I have a problem - I am using the selenium (firefox) web driver to open a webpage, click a few links etc. then capture a screenshot.
My script runs fine from the CLI, but when run via a cronjob it is not getting past the first find_element() test. I need to add some debug, or something to help me figure out why it is failing.
Basically, I have to click a 'log in' anchor before going to the login page. The construct of the element is:
<a class="lnk" rel="nofollow" href="/login.jsp?destination=/secure/Dash.jspa">log in</a>
I am using the find_element By LINK_TEXT method:
login = driver.find_element(By.LINK_TEXT, "log in").click()
I am a bit of a Python Noob, so I am battling with the language a bit...
A) How do I check that the link is actually being picked up by python? Should I use try/catch block?
B) Is there a better/more reliable way to locate the DOM element than by LINK_TEXT? E.g. In JQuery, you can use a more specific selector $('a.lnk:contains(log in)').do_something();
I have solved the main problem and it was just finger trouble - I was calling the script with incorrect parameters - Simple mistake.
I'd still like some pointers on how to check whether an element exists. Also, an example/explanation of implicit / explicit Waits instead of using a crappy time.sleep() call.
Cheers, ns
a)
from selenium.common.exceptions import NoSuchElementException
def check_exists_by_xpath(xpath):
try:
webdriver.find_element_by_xpath(xpath)
except NoSuchElementException:
return False
return True
b) use xpath - the most reliable. Moreover you can take the xpath as a standard throughout all your scripts and create functions as above mentions for universal use.
UPDATE: I wrote the initial answer over 4 years ago and at the time I thought xpath would be the best option. Now I recommend to use css selectors. I still recommend not to mix/use "by id", "by name" and etc and use one single approach instead.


YOUR TASK: Your answer should consist of each line from the data below that contains "Diversity".

___ EXERCISE DATA ___

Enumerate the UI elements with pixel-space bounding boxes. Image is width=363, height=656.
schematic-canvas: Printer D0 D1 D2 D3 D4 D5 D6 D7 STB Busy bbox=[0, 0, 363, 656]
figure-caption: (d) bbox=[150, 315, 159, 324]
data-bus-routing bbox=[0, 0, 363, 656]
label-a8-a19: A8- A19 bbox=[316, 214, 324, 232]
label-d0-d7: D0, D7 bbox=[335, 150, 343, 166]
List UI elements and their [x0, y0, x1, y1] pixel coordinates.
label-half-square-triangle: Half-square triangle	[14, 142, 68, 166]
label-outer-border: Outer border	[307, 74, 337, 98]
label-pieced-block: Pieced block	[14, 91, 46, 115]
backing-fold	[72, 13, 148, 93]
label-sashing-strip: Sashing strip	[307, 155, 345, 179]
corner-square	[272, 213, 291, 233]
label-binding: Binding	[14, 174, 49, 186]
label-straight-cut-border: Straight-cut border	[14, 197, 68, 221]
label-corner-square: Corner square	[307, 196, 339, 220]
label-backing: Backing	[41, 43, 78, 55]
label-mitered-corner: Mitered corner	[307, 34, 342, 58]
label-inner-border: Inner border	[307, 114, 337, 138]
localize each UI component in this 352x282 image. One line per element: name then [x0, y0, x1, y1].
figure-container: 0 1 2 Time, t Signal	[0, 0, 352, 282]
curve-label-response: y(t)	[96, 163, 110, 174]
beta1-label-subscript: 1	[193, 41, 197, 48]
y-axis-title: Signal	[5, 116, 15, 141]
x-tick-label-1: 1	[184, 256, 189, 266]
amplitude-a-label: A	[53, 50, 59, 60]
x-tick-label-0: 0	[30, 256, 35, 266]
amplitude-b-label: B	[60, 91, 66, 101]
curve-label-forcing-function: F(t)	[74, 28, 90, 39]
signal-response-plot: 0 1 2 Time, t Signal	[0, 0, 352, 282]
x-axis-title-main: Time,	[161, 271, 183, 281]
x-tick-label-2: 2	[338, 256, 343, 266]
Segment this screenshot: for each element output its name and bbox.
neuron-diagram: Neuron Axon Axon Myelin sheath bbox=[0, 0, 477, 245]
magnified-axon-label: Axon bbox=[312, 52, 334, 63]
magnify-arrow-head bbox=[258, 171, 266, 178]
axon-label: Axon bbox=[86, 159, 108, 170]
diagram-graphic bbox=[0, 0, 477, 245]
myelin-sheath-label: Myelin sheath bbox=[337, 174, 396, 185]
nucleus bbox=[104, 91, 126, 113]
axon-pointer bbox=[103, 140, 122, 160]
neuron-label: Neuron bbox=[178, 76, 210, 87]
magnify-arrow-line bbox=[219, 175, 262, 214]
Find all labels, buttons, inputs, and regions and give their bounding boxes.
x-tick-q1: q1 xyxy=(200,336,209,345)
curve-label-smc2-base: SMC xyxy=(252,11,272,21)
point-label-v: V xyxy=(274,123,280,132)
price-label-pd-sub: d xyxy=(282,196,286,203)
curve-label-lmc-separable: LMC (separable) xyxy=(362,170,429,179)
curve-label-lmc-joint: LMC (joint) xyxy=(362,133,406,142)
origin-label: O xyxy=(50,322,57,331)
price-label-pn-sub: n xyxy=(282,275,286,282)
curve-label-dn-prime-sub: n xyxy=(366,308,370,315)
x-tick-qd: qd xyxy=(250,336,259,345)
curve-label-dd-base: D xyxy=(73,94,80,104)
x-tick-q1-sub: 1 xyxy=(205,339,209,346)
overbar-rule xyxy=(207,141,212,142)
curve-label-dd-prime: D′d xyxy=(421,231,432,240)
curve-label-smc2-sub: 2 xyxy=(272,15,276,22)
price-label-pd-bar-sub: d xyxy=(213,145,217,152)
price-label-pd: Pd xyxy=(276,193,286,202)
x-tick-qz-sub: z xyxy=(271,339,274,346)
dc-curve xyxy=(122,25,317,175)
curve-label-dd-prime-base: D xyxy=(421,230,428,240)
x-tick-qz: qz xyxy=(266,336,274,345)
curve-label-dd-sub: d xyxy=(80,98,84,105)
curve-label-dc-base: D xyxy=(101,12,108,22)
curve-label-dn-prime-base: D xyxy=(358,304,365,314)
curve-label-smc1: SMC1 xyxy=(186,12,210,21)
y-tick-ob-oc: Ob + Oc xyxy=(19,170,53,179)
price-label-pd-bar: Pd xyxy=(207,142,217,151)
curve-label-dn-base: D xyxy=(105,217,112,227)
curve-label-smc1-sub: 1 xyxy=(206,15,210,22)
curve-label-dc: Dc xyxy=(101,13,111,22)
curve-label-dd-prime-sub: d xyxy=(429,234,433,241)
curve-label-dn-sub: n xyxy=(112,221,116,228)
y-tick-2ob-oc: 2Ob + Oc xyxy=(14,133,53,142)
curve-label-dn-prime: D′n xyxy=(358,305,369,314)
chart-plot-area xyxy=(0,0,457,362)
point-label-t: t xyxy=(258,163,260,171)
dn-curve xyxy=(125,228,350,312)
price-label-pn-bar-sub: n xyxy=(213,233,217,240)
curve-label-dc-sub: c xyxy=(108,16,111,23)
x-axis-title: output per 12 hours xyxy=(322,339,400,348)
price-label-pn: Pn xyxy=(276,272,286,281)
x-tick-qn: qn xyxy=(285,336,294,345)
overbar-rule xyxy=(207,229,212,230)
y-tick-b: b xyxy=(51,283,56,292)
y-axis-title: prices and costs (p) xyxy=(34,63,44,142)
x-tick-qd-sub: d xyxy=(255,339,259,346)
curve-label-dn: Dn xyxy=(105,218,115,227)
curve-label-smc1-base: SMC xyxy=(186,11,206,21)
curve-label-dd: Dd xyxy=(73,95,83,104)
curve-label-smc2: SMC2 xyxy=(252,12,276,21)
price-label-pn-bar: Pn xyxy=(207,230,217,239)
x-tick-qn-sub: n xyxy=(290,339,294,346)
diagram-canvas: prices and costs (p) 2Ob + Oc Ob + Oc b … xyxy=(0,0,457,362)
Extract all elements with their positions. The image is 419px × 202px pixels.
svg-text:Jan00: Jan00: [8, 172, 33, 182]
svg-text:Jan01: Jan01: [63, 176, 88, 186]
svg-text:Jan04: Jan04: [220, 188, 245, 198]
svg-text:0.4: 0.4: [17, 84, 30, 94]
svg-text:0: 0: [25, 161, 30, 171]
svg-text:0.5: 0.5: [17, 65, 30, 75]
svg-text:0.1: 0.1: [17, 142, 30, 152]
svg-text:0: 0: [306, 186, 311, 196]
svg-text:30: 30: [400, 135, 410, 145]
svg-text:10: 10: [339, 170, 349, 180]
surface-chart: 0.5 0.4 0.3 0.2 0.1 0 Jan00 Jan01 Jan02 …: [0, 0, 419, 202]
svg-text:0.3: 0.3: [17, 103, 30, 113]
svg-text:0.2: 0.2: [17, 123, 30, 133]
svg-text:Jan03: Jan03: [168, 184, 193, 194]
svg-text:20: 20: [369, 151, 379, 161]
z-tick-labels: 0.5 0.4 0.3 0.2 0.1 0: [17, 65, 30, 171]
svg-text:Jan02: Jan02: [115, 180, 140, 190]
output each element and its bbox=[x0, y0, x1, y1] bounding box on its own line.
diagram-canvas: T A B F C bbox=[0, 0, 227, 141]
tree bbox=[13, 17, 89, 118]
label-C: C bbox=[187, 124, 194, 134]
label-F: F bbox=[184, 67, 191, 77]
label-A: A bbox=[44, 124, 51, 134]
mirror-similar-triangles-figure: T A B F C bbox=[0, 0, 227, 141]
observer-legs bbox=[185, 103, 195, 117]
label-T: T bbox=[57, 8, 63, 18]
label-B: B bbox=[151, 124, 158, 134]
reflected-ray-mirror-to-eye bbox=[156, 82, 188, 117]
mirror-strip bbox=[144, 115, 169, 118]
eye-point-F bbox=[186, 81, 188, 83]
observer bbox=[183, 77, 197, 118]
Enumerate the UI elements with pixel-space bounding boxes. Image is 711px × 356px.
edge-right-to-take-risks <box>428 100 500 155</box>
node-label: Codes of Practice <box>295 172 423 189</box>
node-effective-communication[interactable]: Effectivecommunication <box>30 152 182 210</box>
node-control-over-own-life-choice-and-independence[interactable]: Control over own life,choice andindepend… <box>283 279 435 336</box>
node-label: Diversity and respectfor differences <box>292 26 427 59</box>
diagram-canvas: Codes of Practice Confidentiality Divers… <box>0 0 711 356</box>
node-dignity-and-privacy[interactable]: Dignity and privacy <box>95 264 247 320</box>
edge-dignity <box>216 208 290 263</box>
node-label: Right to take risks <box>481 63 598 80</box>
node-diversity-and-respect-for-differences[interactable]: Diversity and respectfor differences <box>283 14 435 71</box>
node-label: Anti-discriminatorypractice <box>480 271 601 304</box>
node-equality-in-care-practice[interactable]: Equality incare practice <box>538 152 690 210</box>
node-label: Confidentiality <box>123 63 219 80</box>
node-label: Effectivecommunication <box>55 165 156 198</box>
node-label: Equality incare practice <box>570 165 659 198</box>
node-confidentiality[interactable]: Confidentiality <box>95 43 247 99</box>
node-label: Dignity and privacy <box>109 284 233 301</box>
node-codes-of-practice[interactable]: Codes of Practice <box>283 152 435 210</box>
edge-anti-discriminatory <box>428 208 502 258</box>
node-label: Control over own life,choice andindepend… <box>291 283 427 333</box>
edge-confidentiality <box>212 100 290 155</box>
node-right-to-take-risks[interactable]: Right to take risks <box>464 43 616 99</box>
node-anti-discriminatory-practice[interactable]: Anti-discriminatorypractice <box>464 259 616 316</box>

___

WRITTEN ANSWER:
node-label: Diversity and respectfor differences <box>292 26 427 59</box>
node-diversity-and-respect-for-differences[interactable]: Diversity and respectfor differences <box>283 14 435 71</box>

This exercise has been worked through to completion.